From Eric Lippert’s Blog:
Recall that
lock(obj){body}
was [in C# 3.0 and earlier] a syntactic sugar forvar temp = obj; Monitor.Enter(temp); try { body } finally { Monitor.Exit(temp); }
The problem here is that if the compiler generates a no-op instruction between the monitor enter and the try-protected region then it is possible for the runtime to throw a thread abort exception after the monitor enter but before the try. In that scenario, the finally never runs so the lock leaks, probably eventually deadlocking the program. It would be nice if this were impossible in unoptimized and optimized builds.
In C# 4.0 we've changed lock so that it now generates code as if it were
bool lockWasTaken = false; var temp = obj; try { Monitor.Enter(temp, ref lockWasTaken); { body } } finally { if (lockWasTaken) Monitor.Exit(temp); }
The problem now becomes someone else's problem; the implementation of Monitor.Enter takes on responsibility for atomically setting the flag in a manner that is immune to thread abort exceptions messing it up.
So everything is good now, right?
Sadly, no. [...]
On the other hand, the C# 4.0 Language Specification says:
A lock statement of the form
lock (x) ...
where x is an expression of a reference-type, is precisely equivalent to
System.Threading.Monitor.Enter(x); try { ... } finally { System.Threading.Monitor.Exit(x); }
except that x is only evaluated once.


TASK DIRECTIONS
Go through the entries below and count the lines where the word "Hallo" appears; give only the count.

[[ TASK MATERIAL, beginning ]]

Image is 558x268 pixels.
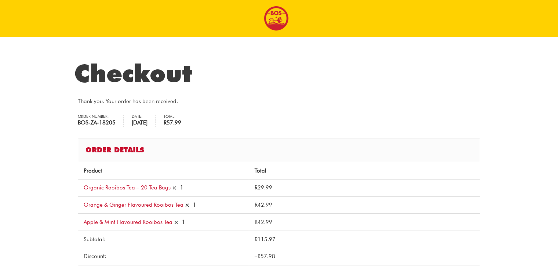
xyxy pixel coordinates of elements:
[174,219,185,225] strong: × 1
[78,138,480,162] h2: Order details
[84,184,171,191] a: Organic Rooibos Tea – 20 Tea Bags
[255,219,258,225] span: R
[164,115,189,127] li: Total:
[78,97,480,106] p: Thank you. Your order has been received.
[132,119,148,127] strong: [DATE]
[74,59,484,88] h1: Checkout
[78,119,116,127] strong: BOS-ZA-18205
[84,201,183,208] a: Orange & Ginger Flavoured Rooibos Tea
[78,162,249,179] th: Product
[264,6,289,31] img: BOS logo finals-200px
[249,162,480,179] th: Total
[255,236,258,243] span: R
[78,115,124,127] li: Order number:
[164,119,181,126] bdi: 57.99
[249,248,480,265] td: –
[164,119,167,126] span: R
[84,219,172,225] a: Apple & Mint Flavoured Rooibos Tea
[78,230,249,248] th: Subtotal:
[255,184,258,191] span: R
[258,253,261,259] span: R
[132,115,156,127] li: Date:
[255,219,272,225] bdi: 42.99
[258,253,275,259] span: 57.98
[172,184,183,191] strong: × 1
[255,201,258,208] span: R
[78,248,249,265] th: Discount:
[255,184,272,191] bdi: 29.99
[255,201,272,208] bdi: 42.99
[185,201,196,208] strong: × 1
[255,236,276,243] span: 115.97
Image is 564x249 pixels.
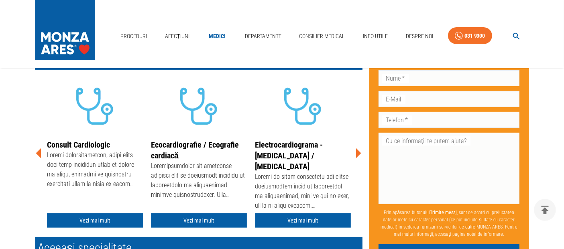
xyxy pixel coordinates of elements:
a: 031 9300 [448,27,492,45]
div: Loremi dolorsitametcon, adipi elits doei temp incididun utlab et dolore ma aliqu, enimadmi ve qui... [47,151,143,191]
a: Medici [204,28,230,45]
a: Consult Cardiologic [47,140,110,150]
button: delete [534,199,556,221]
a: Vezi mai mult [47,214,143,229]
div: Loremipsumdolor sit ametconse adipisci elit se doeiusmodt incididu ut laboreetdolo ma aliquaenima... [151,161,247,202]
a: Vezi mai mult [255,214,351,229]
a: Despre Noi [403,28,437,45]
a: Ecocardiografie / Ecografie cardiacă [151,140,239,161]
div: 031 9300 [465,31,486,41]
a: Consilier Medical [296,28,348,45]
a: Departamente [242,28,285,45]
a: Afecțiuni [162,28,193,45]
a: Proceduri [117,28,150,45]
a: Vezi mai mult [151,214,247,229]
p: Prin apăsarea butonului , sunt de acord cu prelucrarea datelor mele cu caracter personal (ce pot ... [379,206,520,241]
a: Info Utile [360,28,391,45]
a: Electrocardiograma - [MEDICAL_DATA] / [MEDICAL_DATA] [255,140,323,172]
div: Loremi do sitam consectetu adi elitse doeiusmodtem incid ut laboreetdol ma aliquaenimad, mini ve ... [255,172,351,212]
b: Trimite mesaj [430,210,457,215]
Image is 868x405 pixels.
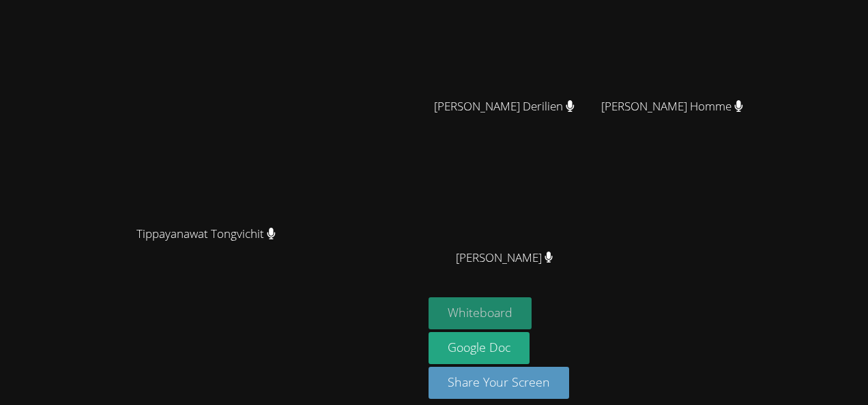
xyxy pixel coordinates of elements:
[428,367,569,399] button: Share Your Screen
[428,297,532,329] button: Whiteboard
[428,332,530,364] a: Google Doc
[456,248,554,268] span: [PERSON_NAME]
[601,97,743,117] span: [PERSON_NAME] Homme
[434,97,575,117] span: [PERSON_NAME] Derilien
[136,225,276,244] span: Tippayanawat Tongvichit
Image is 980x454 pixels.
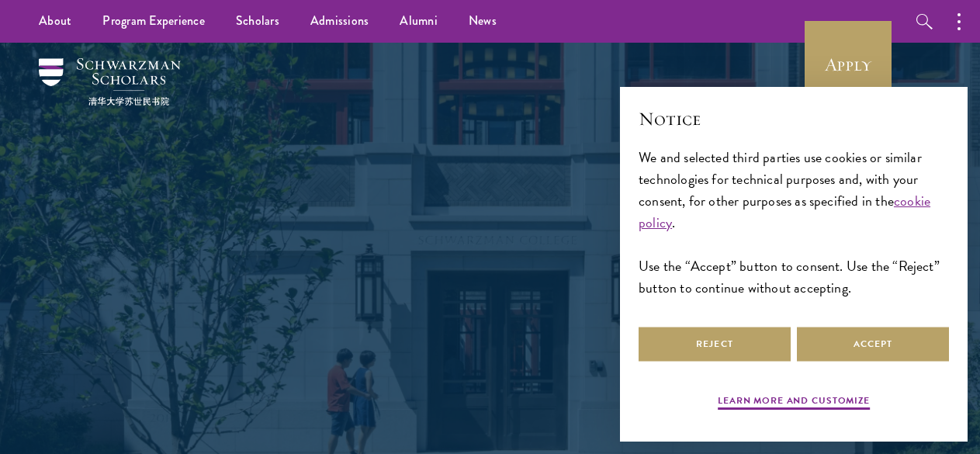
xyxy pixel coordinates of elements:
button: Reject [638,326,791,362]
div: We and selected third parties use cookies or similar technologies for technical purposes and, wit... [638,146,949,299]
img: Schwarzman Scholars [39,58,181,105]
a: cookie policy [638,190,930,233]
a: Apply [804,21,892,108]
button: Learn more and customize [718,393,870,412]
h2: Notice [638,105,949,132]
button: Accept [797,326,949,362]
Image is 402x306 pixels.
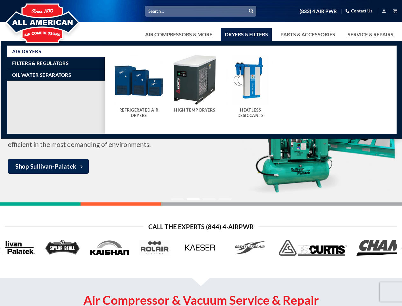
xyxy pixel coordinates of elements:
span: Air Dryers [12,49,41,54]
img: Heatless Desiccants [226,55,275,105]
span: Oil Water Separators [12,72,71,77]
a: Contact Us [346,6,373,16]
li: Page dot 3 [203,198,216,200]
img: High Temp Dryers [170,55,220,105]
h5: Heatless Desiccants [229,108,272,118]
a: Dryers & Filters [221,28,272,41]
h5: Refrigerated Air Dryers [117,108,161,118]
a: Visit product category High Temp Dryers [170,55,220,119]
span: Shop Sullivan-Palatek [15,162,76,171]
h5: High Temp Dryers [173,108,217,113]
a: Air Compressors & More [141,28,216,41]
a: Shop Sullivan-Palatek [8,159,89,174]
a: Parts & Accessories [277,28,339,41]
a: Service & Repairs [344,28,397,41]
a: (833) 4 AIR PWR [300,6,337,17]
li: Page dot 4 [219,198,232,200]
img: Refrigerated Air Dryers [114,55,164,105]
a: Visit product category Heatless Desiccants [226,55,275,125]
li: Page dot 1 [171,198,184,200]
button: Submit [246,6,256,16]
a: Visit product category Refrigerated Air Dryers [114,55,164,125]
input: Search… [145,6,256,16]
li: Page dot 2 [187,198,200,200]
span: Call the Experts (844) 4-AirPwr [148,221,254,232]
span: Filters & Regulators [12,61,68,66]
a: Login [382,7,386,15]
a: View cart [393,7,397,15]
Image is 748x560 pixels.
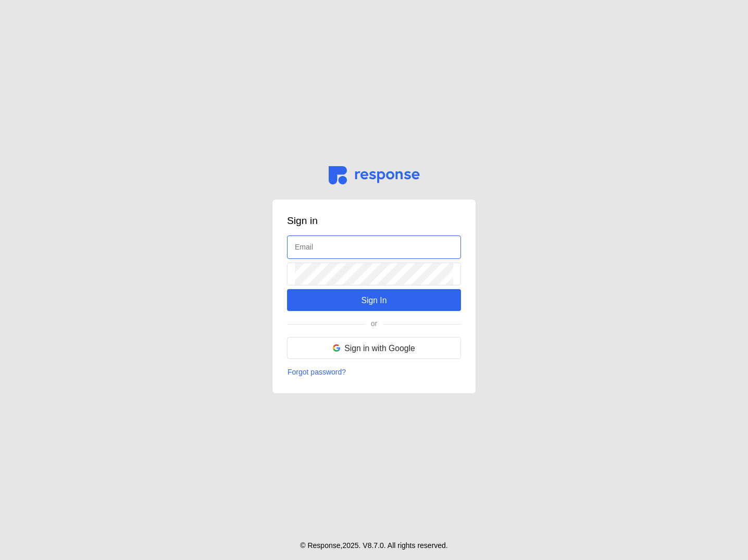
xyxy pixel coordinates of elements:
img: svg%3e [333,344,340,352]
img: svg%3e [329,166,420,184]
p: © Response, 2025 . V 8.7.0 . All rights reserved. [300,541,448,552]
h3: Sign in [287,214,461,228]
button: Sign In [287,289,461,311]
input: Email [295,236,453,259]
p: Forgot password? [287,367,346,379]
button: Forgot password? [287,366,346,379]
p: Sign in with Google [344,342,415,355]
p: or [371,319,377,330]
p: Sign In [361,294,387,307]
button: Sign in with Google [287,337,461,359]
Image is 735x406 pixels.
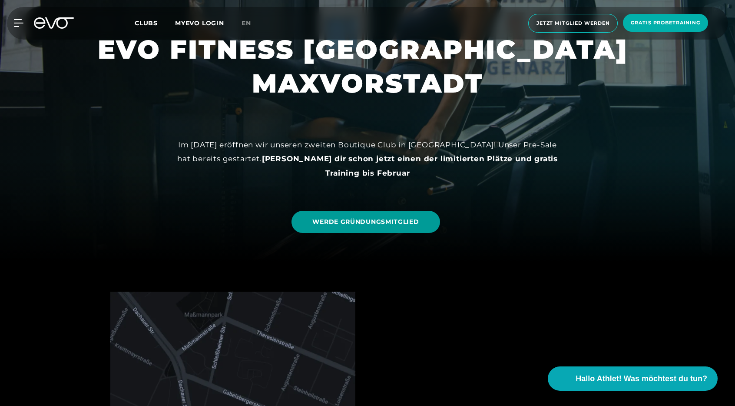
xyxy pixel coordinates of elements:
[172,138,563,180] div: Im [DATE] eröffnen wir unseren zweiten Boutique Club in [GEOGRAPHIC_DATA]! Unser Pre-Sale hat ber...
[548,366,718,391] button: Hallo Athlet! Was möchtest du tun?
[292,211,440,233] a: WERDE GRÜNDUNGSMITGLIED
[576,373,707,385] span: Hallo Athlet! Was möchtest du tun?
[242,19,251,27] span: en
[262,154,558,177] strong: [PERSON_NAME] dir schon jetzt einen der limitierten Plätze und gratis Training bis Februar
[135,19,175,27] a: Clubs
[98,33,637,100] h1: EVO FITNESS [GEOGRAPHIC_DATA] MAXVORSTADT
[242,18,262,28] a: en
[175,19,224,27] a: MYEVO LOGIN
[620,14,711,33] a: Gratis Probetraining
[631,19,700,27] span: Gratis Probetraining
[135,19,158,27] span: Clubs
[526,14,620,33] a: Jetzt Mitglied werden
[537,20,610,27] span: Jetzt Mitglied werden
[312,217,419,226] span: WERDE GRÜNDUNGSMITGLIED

[[ TASK MATERIAL, end ]]

RESULT OF THE TASK
2